Blog

Preparing a Building for Handover and Occupation

Published: 12.01.2013
A practical guide to preparing a building for handover and occupation: the checks, interfaces and service considerations that determine whether the result remains reliable.

Preparing a Building for Handover and Occupation is best assessed as part of project management and contractor selection, not as an isolated purchase or finishing choice. A solution may look straightforward in a catalogue or visualisation, yet site conditions usually make it more complex. Loads, moisture, geometry, access and sequence all affect performance.

The practical task is to define how the system will be supported, protected, installed, tested and maintained under the actual conditions of the property. Handover is a technical stage that includes testing, records, operating information and closure of defects, not just the transfer of keys.

The technical logic behind the decision

Construction becomes manageable when scope, responsibility, sequence, records and acceptance criteria are agreed before work begins. A low headline price is not useful if key work, supervision or interfaces are omitted. The safest approach is to establish measurable checks before procurement, then inspect the work before the critical layers are concealed.

Key checks for design and installation

  • Record deliveries, substitutions and test results.
  • Separate progress payments from final acceptance.
  • Retain drawings, photographs and handover information.
  • Define the scope and exclusions in writing.
  • Identify one responsible person for daily coordination.

Each check should be supported by drawings, photographs, product data or measurable tolerances before the work is concealed.

Where projects usually go wrong

Typical problems include several crews working without one coordinated sequence; verbal changes appearing later as cost disputes; and hidden work closed without inspection. Intermediate inspection is therefore more valuable than relying on a purely visual final check.

What a complete handover should include

A good handover includes the agreed scope, completed snagging, test records, warranties, photographs and clear responsibility for unresolved items. These questions are cheapest to resolve before procurement and before concealed work begins.

Meeting notes should distinguish information, decisions and actions, with an owner and deadline for each action. This simple discipline prevents unresolved questions from being treated as approved instructions on site.

PNV connects this subject with construction and renovation services. Further project information is available through PNV portfolio and contact page.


- _TASK DETAILS_
Look through the lines below; wherever the word "true" appears, copy that line.

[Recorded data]

- - - - -

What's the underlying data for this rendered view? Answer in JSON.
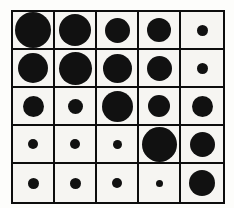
{
  "canvas": {
    "width": 234,
    "height": 208,
    "background": "#fdfdfb"
  },
  "matrix": {
    "left": 11,
    "top": 10,
    "width": 214,
    "height": 194,
    "line_color": "#0d0d0d",
    "cell_background": "#f6f5f2"
  },
  "chart_data": {
    "type": "heatmap",
    "subtype": "bubble-matrix",
    "encoding": "circle-diameter-px",
    "title": "",
    "xlabel": "",
    "ylabel": "",
    "legend": "none",
    "grid": "on",
    "rows": 5,
    "cols": 5,
    "row_labels": [
      "row-1",
      "row-2",
      "row-3",
      "row-4",
      "row-5"
    ],
    "col_labels": [
      "col-1",
      "col-2",
      "col-3",
      "col-4",
      "col-5"
    ],
    "values": [
      [
        36,
        32,
        25,
        24,
        11
      ],
      [
        30,
        33,
        29,
        25,
        11
      ],
      [
        21,
        15,
        31,
        22,
        21
      ],
      [
        10,
        10,
        9,
        35,
        25
      ],
      [
        11,
        11,
        10,
        7,
        26
      ]
    ],
    "value_range": [
      7,
      36
    ],
    "dot_color": "#111111"
  }
}
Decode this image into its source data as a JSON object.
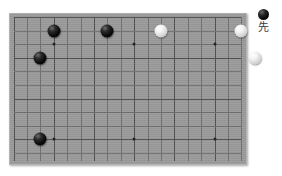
{
  "diagram": {
    "type": "go-board-diagram",
    "board": {
      "columns": 17,
      "rows": 11,
      "grid_color": "#6f6f6f",
      "board_color": "#9a9a9a",
      "partial_board": true,
      "edges_shown": [
        "top",
        "left",
        "right"
      ],
      "star_points": [
        {
          "col": 3,
          "row": 9
        },
        {
          "col": 3,
          "row": 2
        },
        {
          "col": 9,
          "row": 9
        },
        {
          "col": 9,
          "row": 2
        },
        {
          "col": 15,
          "row": 9
        },
        {
          "col": 15,
          "row": 2
        }
      ]
    },
    "stones": [
      {
        "id": "b1",
        "color": "black",
        "col": 3,
        "row": 1
      },
      {
        "id": "b2",
        "color": "black",
        "col": 2,
        "row": 3
      },
      {
        "id": "b3",
        "color": "black",
        "col": 7,
        "row": 1
      },
      {
        "id": "b4",
        "color": "black",
        "col": 2,
        "row": 9
      },
      {
        "id": "w1",
        "color": "white",
        "col": 11,
        "row": 1
      },
      {
        "id": "w2",
        "color": "white",
        "col": 17,
        "row": 1
      },
      {
        "id": "w3",
        "color": "white",
        "col": 18,
        "row": 3
      }
    ],
    "legend": {
      "stone_color": "black",
      "stone_icon": "black-stone-icon",
      "label": "先"
    }
  }
}
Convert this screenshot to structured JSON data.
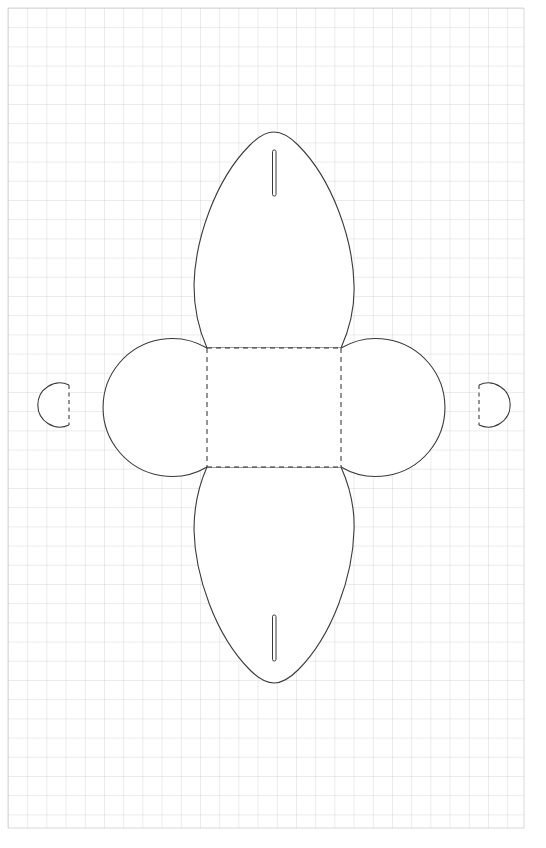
{
  "document": {
    "title": "Papercraft Fold Template",
    "subject": "box-net-with-petal-and-circle-flaps",
    "width": 546,
    "height": 848,
    "background_color": "#ffffff"
  },
  "grid": {
    "name": "graph-paper-grid",
    "line_color": "#c9c9c9",
    "minor_line_color": "#e3e3e3",
    "cell_size": 19.2,
    "origin_x": 8,
    "origin_y": 8,
    "extent_x": 524,
    "extent_y": 828,
    "columns": 27,
    "rows": 43,
    "stroke_width": 0.7
  },
  "geometry": {
    "cut_line_color": "#3a3a3a",
    "cut_line_width": 1.1,
    "fold_line_color": "#2b2b2b",
    "fold_line_width": 1.0,
    "fold_dash_pattern": "5,4",
    "fill_color": "#ffffff",
    "center_square": {
      "left": 207,
      "top": 348,
      "right": 341,
      "bottom": 467,
      "width": 134,
      "height": 119
    },
    "top_petal": {
      "tip_x": 274,
      "tip_y": 132,
      "widest_left_x": 194,
      "widest_right_x": 354,
      "widest_y": 285,
      "base_left_x": 207,
      "base_right_x": 341,
      "base_y": 348
    },
    "bottom_petal": {
      "tip_x": 274,
      "tip_y": 683,
      "widest_left_x": 194,
      "widest_right_x": 354,
      "widest_y": 530,
      "base_left_x": 207,
      "base_right_x": 341,
      "base_y": 467
    },
    "left_circle": {
      "center_x": 138,
      "center_y": 407,
      "radius": 69
    },
    "right_circle": {
      "center_x": 410,
      "center_y": 407,
      "radius": 69
    },
    "left_tab_circle": {
      "center_x": 48,
      "center_y": 404,
      "radius": 22,
      "fold_line_x": 69,
      "fold_top_y": 385,
      "fold_bottom_y": 425
    },
    "right_tab_circle": {
      "center_x": 500,
      "center_y": 404,
      "radius": 22,
      "fold_line_x": 479,
      "fold_top_y": 385,
      "fold_bottom_y": 425
    },
    "top_slit": {
      "x": 272.5,
      "top_y": 150,
      "bottom_y": 196,
      "width": 3.5
    },
    "bottom_slit": {
      "x": 272.5,
      "top_y": 615,
      "bottom_y": 661,
      "width": 3.5
    }
  }
}
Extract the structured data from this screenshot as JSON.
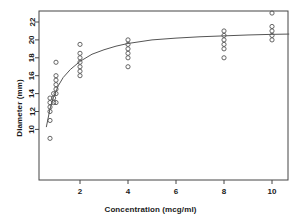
{
  "chart_data": {
    "type": "scatter",
    "title": "",
    "xlabel": "Concentration (mcg/ml)",
    "ylabel": "Diameter (mm)",
    "xlim": [
      0.3,
      10.7
    ],
    "ylim": [
      8.5,
      23.4
    ],
    "xticks": [
      2,
      4,
      6,
      8,
      10
    ],
    "yticks": [
      10,
      12,
      14,
      16,
      18,
      20,
      22
    ],
    "grid": false,
    "legend": null,
    "marker": "open-circle",
    "marker_color": "#555555",
    "line_color": "#555555",
    "frame": true,
    "points": [
      {
        "x": 0.75,
        "y": 9.0
      },
      {
        "x": 0.75,
        "y": 11.0
      },
      {
        "x": 0.75,
        "y": 12.0
      },
      {
        "x": 0.75,
        "y": 12.5
      },
      {
        "x": 0.75,
        "y": 13.5
      },
      {
        "x": 0.75,
        "y": 13.0
      },
      {
        "x": 0.9,
        "y": 13.0
      },
      {
        "x": 0.9,
        "y": 13.5
      },
      {
        "x": 0.9,
        "y": 14.0
      },
      {
        "x": 1.0,
        "y": 13.0
      },
      {
        "x": 1.0,
        "y": 14.0
      },
      {
        "x": 1.0,
        "y": 14.5
      },
      {
        "x": 1.0,
        "y": 15.0
      },
      {
        "x": 1.0,
        "y": 15.5
      },
      {
        "x": 1.0,
        "y": 16.0
      },
      {
        "x": 1.0,
        "y": 17.5
      },
      {
        "x": 2.0,
        "y": 16.0
      },
      {
        "x": 2.0,
        "y": 16.5
      },
      {
        "x": 2.0,
        "y": 17.0
      },
      {
        "x": 2.0,
        "y": 17.5
      },
      {
        "x": 2.0,
        "y": 18.0
      },
      {
        "x": 2.0,
        "y": 18.5
      },
      {
        "x": 2.0,
        "y": 19.5
      },
      {
        "x": 4.0,
        "y": 17.0
      },
      {
        "x": 4.0,
        "y": 18.0
      },
      {
        "x": 4.0,
        "y": 18.5
      },
      {
        "x": 4.0,
        "y": 19.0
      },
      {
        "x": 4.0,
        "y": 19.5
      },
      {
        "x": 4.0,
        "y": 20.0
      },
      {
        "x": 8.0,
        "y": 18.0
      },
      {
        "x": 8.0,
        "y": 19.0
      },
      {
        "x": 8.0,
        "y": 19.5
      },
      {
        "x": 8.0,
        "y": 20.0
      },
      {
        "x": 8.0,
        "y": 20.5
      },
      {
        "x": 8.0,
        "y": 21.0
      },
      {
        "x": 10.0,
        "y": 20.0
      },
      {
        "x": 10.0,
        "y": 20.5
      },
      {
        "x": 10.0,
        "y": 21.0
      },
      {
        "x": 10.0,
        "y": 21.5
      },
      {
        "x": 10.0,
        "y": 23.0
      }
    ],
    "fit_curve": {
      "form": "logarithmic",
      "label": "",
      "x": [
        0.6,
        0.75,
        0.9,
        1.1,
        1.3,
        1.6,
        2.0,
        2.5,
        3.0,
        3.5,
        4.0,
        5.0,
        6.0,
        7.0,
        8.0,
        9.0,
        10.0,
        10.7
      ],
      "y": [
        10.3,
        12.3,
        13.6,
        14.9,
        15.8,
        16.7,
        17.6,
        18.4,
        18.9,
        19.3,
        19.6,
        20.0,
        20.2,
        20.35,
        20.45,
        20.55,
        20.62,
        20.65
      ]
    }
  },
  "ticklabels": {
    "x": [
      "2",
      "4",
      "6",
      "8",
      "10"
    ],
    "y": [
      "10",
      "12",
      "14",
      "16",
      "18",
      "20",
      "22"
    ]
  }
}
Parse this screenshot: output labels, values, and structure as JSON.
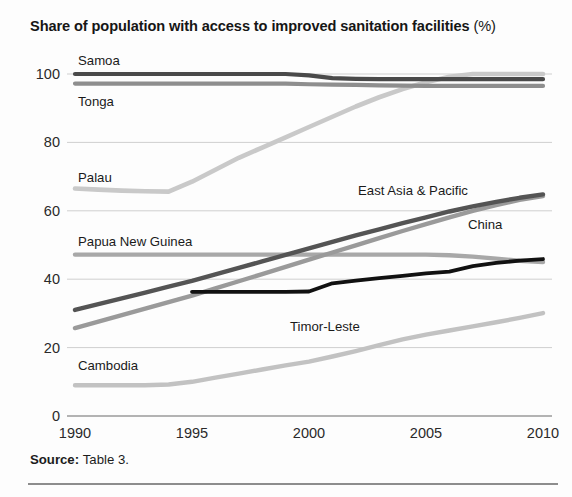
{
  "title": {
    "main": "Share of population with access to improved sanitation facilities",
    "unit": "(%)"
  },
  "footer": {
    "source_label": "Source:",
    "source_value": "Table 3."
  },
  "chart_data": {
    "type": "line",
    "xlabel": "",
    "ylabel": "",
    "xlim": [
      1990,
      2010
    ],
    "ylim": [
      0,
      100
    ],
    "x_ticks": [
      1990,
      1995,
      2000,
      2005,
      2010
    ],
    "y_ticks": [
      0,
      20,
      40,
      60,
      80,
      100
    ],
    "grid": "horizontal",
    "legend": "inline-labels",
    "colors": {
      "samoa": "#4a4a4a",
      "tonga": "#8e8e8e",
      "palau": "#c9c9c9",
      "papua_new_guinea": "#a8a8a8",
      "east_asia_pacific": "#545454",
      "china": "#9a9a9a",
      "timor_leste": "#111111",
      "cambodia": "#c2c2c2"
    },
    "x": [
      1990,
      1991,
      1992,
      1993,
      1994,
      1995,
      1996,
      1997,
      1998,
      1999,
      2000,
      2001,
      2002,
      2003,
      2004,
      2005,
      2006,
      2007,
      2008,
      2009,
      2010
    ],
    "series": [
      {
        "name": "Samoa",
        "label": "Samoa",
        "color": "#4a4a4a",
        "width": 4.2,
        "values": [
          100,
          100,
          100,
          100,
          100,
          100,
          100,
          100,
          100,
          100,
          99.6,
          98.8,
          98.6,
          98.5,
          98.5,
          98.5,
          98.5,
          98.5,
          98.5,
          98.5,
          98.5
        ]
      },
      {
        "name": "Tonga",
        "label": "Tonga",
        "color": "#8e8e8e",
        "width": 4.2,
        "values": [
          97.2,
          97.2,
          97.2,
          97.2,
          97.2,
          97.2,
          97.2,
          97.2,
          97.2,
          97.2,
          97.0,
          96.9,
          96.8,
          96.7,
          96.6,
          96.5,
          96.5,
          96.5,
          96.5,
          96.5,
          96.5
        ]
      },
      {
        "name": "Palau",
        "label": "Palau",
        "color": "#c9c9c9",
        "width": 4.6,
        "values": [
          66.5,
          66.2,
          65.9,
          65.7,
          65.6,
          68.5,
          72.0,
          75.5,
          78.5,
          81.5,
          84.5,
          87.5,
          90.5,
          93.2,
          95.6,
          97.6,
          99.2,
          100,
          100,
          100,
          100
        ]
      },
      {
        "name": "Papua New Guinea",
        "label": "Papua New Guinea",
        "color": "#a8a8a8",
        "width": 4.4,
        "values": [
          47.2,
          47.2,
          47.2,
          47.2,
          47.2,
          47.2,
          47.2,
          47.2,
          47.2,
          47.2,
          47.2,
          47.2,
          47.2,
          47.2,
          47.2,
          47.2,
          47.0,
          46.6,
          46.0,
          45.4,
          45.0
        ]
      },
      {
        "name": "East Asia & Pacific",
        "label": "East Asia & Pacific",
        "color": "#545454",
        "width": 4.4,
        "values": [
          31.0,
          32.7,
          34.4,
          36.1,
          37.8,
          39.5,
          41.4,
          43.3,
          45.2,
          47.1,
          49.0,
          50.9,
          52.8,
          54.6,
          56.4,
          58.1,
          59.8,
          61.3,
          62.6,
          63.8,
          64.8
        ]
      },
      {
        "name": "China",
        "label": "China",
        "color": "#9a9a9a",
        "width": 4.4,
        "values": [
          25.7,
          27.6,
          29.5,
          31.4,
          33.3,
          35.2,
          37.3,
          39.4,
          41.5,
          43.6,
          45.7,
          47.8,
          49.9,
          52.0,
          54.1,
          56.1,
          58.1,
          60.0,
          61.7,
          63.2,
          64.3
        ]
      },
      {
        "name": "Timor-Leste",
        "label": "Timor-Leste",
        "color": "#111111",
        "width": 3.8,
        "start_year": 1995,
        "values": [
          null,
          null,
          null,
          null,
          null,
          36.3,
          36.3,
          36.3,
          36.3,
          36.3,
          36.4,
          38.8,
          39.6,
          40.3,
          41.0,
          41.7,
          42.2,
          43.8,
          44.8,
          45.4,
          45.9
        ]
      },
      {
        "name": "Cambodia",
        "label": "Cambodia",
        "color": "#c2c2c2",
        "width": 4.4,
        "values": [
          9.0,
          9.0,
          9.0,
          9.0,
          9.2,
          10.0,
          11.2,
          12.4,
          13.6,
          14.8,
          15.9,
          17.4,
          19.0,
          20.7,
          22.4,
          23.8,
          25.0,
          26.2,
          27.4,
          28.7,
          30.1
        ]
      }
    ],
    "annotations": [
      {
        "text": "Samoa",
        "x_px": 78,
        "y_px": 65
      },
      {
        "text": "Tonga",
        "x_px": 78,
        "y_px": 106
      },
      {
        "text": "Palau",
        "x_px": 78,
        "y_px": 182
      },
      {
        "text": "Papua New Guinea",
        "x_px": 78,
        "y_px": 246
      },
      {
        "text": "East Asia & Pacific",
        "x_px": 358,
        "y_px": 195
      },
      {
        "text": "China",
        "x_px": 468,
        "y_px": 229
      },
      {
        "text": "Timor-Leste",
        "x_px": 290,
        "y_px": 331
      },
      {
        "text": "Cambodia",
        "x_px": 78,
        "y_px": 370
      }
    ]
  }
}
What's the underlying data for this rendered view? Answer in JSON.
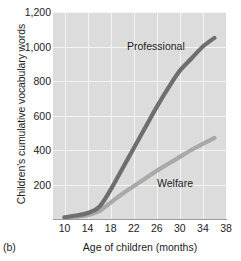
{
  "panel": {
    "label": "(b)"
  },
  "chart_data": {
    "type": "line",
    "title": "",
    "xlabel": "Age of children (months)",
    "ylabel": "Children's cumulative vocabulary words",
    "xlim": [
      8,
      38
    ],
    "ylim": [
      0,
      1200
    ],
    "xticks": [
      10,
      14,
      18,
      22,
      26,
      30,
      34,
      38
    ],
    "xtick_labels": [
      "10",
      "14",
      "18",
      "22",
      "26",
      "30",
      "34",
      "38"
    ],
    "yticks": [
      200,
      400,
      600,
      800,
      1000,
      1200
    ],
    "ytick_labels": [
      "200",
      "400",
      "600",
      "800",
      "1,000",
      "1,200"
    ],
    "grid": true,
    "grid_color": "#f4f4f4",
    "plot_background": "#dcdcdc",
    "legend_position": "inline-annotation",
    "series": [
      {
        "name": "Professional",
        "color": "#6e6e6e",
        "x": [
          10,
          12,
          14,
          16,
          18,
          20,
          22,
          24,
          26,
          28,
          30,
          32,
          34,
          36
        ],
        "values": [
          10,
          20,
          35,
          70,
          170,
          290,
          410,
          530,
          650,
          760,
          860,
          930,
          1000,
          1050
        ]
      },
      {
        "name": "Welfare",
        "color": "#a9a9a9",
        "x": [
          10,
          12,
          14,
          16,
          18,
          20,
          22,
          24,
          26,
          28,
          30,
          32,
          34,
          36
        ],
        "values": [
          8,
          14,
          22,
          45,
          95,
          145,
          190,
          235,
          280,
          320,
          360,
          400,
          435,
          470
        ]
      }
    ]
  }
}
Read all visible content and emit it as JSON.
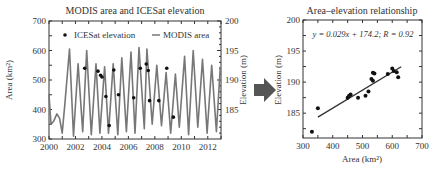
{
  "chart_data": [
    {
      "type": "line",
      "title": "MODIS area and ICESat elevation",
      "xlabel": "",
      "ylabel": "Area (km²)",
      "ylabel_right": "Elevation (m)",
      "xlim": [
        2000,
        2013
      ],
      "ylim": [
        300,
        700
      ],
      "ylim_right": [
        180,
        200
      ],
      "x_ticks": [
        2000,
        2002,
        2004,
        2006,
        2008,
        2010,
        2012
      ],
      "y_ticks": [
        300,
        400,
        500,
        600,
        700
      ],
      "y_ticks_right": [
        185,
        190,
        195,
        200
      ],
      "legend": {
        "placement": "top",
        "entries": [
          {
            "label": "ICESat elevation",
            "marker": "dot"
          },
          {
            "label": "MODIS area",
            "marker": "line"
          }
        ]
      },
      "series": [
        {
          "name": "MODIS area",
          "axis": "left",
          "x": [
            2000.0,
            2000.15,
            2000.35,
            2000.6,
            2000.8,
            2001.0,
            2001.2,
            2001.55,
            2001.85,
            2002.2,
            2002.55,
            2002.85,
            2003.2,
            2003.55,
            2003.85,
            2004.2,
            2004.5,
            2004.85,
            2005.2,
            2005.5,
            2005.85,
            2006.2,
            2006.5,
            2006.8,
            2007.2,
            2007.4,
            2007.8,
            2008.15,
            2008.5,
            2008.85,
            2009.2,
            2009.55,
            2009.85,
            2010.25,
            2010.55,
            2010.9,
            2011.25,
            2011.6,
            2011.95,
            2012.3,
            2012.65,
            2012.95
          ],
          "values": [
            450,
            350,
            360,
            385,
            370,
            320,
            420,
            605,
            310,
            555,
            325,
            600,
            315,
            555,
            320,
            545,
            320,
            555,
            315,
            575,
            325,
            595,
            320,
            610,
            335,
            605,
            350,
            550,
            345,
            525,
            320,
            520,
            340,
            580,
            315,
            600,
            340,
            570,
            320,
            550,
            325,
            545
          ]
        },
        {
          "name": "ICESat elevation",
          "axis": "right",
          "type": "scatter",
          "x": [
            2002.7,
            2003.7,
            2003.9,
            2004.0,
            2004.3,
            2004.55,
            2004.9,
            2005.25,
            2006.4,
            2006.9,
            2007.35,
            2007.5,
            2007.6,
            2008.3,
            2008.9,
            2009.4
          ],
          "values": [
            192.0,
            191.5,
            190.8,
            190.5,
            187.2,
            182.3,
            191.7,
            187.5,
            187.0,
            192.0,
            192.7,
            191.6,
            186.5,
            186.5,
            192.0,
            183.7
          ]
        }
      ]
    },
    {
      "type": "scatter",
      "title": "Area–elevation relationship",
      "xlabel": "Area (km²)",
      "ylabel": "Elevation (m)",
      "xlim": [
        300,
        700
      ],
      "ylim": [
        181,
        200
      ],
      "x_ticks": [
        300,
        400,
        500,
        600,
        700
      ],
      "y_ticks": [
        185,
        190,
        195,
        200
      ],
      "annotation": "y = 0.029x + 174.2;   R = 0.92",
      "fit_line": {
        "slope": 0.029,
        "intercept": 174.2,
        "x_range": [
          350,
          630
        ]
      },
      "series": [
        {
          "name": "observations",
          "x": [
            330,
            350,
            450,
            455,
            460,
            485,
            510,
            520,
            530,
            535,
            535,
            540,
            585,
            600,
            605,
            615,
            620
          ],
          "values": [
            182.0,
            185.8,
            187.5,
            187.8,
            188.0,
            187.5,
            187.8,
            188.5,
            190.5,
            190.2,
            191.5,
            191.4,
            191.3,
            192.2,
            191.8,
            191.6,
            190.8
          ]
        }
      ]
    }
  ],
  "arrow": {
    "direction": "right",
    "color": "#555555"
  },
  "colors": {
    "line": "#777777",
    "dot": "#111111",
    "axis": "#333333",
    "fit": "#333333"
  }
}
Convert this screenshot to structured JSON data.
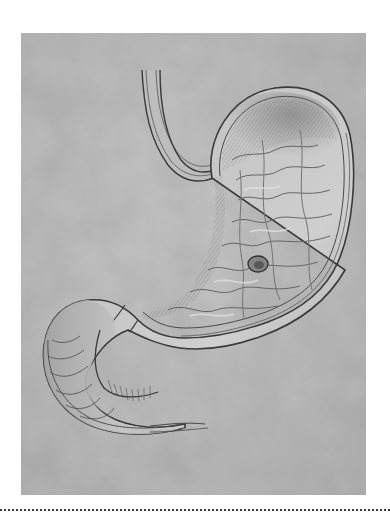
{
  "figure": {
    "alt": "Anatomical illustration of a stomach with esophagus and duodenum, showing a gastric ulcer",
    "style": "grayscale pencil illustration on mottled gray background",
    "colors": {
      "page_background": "#ffffff",
      "image_background": "#b8b8b8",
      "organ_light": "#d2d2d2",
      "organ_mid": "#a9a9a9",
      "outline": "#3c3c3c",
      "divider": "#3a3a3a"
    },
    "labels": []
  },
  "layout": {
    "image_box": {
      "x": 21,
      "y": 33,
      "width": 345,
      "height": 462
    },
    "divider_y": 509
  }
}
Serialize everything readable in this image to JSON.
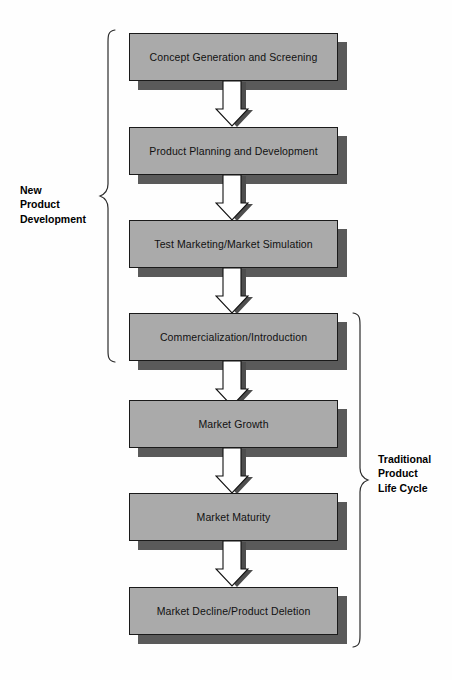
{
  "diagram": {
    "type": "flowchart",
    "orientation": "vertical",
    "colors": {
      "box_fill": "#aaaaaa",
      "box_border": "#1a1a1a",
      "box_shadow": "#5a5a5a",
      "arrow_fill": "#ffffff",
      "arrow_border": "#111111",
      "arrow_shadow": "#4d4d4d",
      "background": "#fefefe",
      "text": "#111111"
    },
    "nodes": [
      {
        "id": "concept",
        "label": "Concept Generation and Screening"
      },
      {
        "id": "planning",
        "label": "Product Planning and Development"
      },
      {
        "id": "test",
        "label": "Test Marketing/Market Simulation"
      },
      {
        "id": "commercial",
        "label": "Commercialization/Introduction"
      },
      {
        "id": "growth",
        "label": "Market Growth"
      },
      {
        "id": "maturity",
        "label": "Market Maturity"
      },
      {
        "id": "decline",
        "label": "Market Decline/Product Deletion"
      }
    ],
    "arrows": [
      {
        "from": "concept",
        "to": "planning",
        "style": "block-down"
      },
      {
        "from": "planning",
        "to": "test",
        "style": "block-down"
      },
      {
        "from": "test",
        "to": "commercial",
        "style": "block-down"
      },
      {
        "from": "commercial",
        "to": "growth",
        "style": "block-down"
      },
      {
        "from": "growth",
        "to": "maturity",
        "style": "block-down"
      },
      {
        "from": "maturity",
        "to": "decline",
        "style": "block-down"
      }
    ],
    "groups": [
      {
        "id": "new-product-development",
        "caption": "New\nProduct\nDevelopment",
        "side": "left",
        "covers": [
          "concept",
          "planning",
          "test",
          "commercial"
        ]
      },
      {
        "id": "traditional-product-life-cycle",
        "caption": "Traditional\nProduct\nLife Cycle",
        "side": "right",
        "covers": [
          "commercial",
          "growth",
          "maturity",
          "decline"
        ]
      }
    ]
  }
}
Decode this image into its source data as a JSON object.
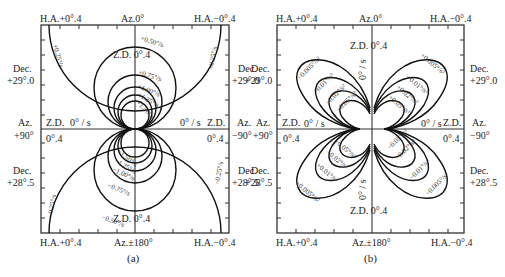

- - - - -

- _RESPONSE BOX_
      "partial_board": true,
    "frame": true,
    "grid": true,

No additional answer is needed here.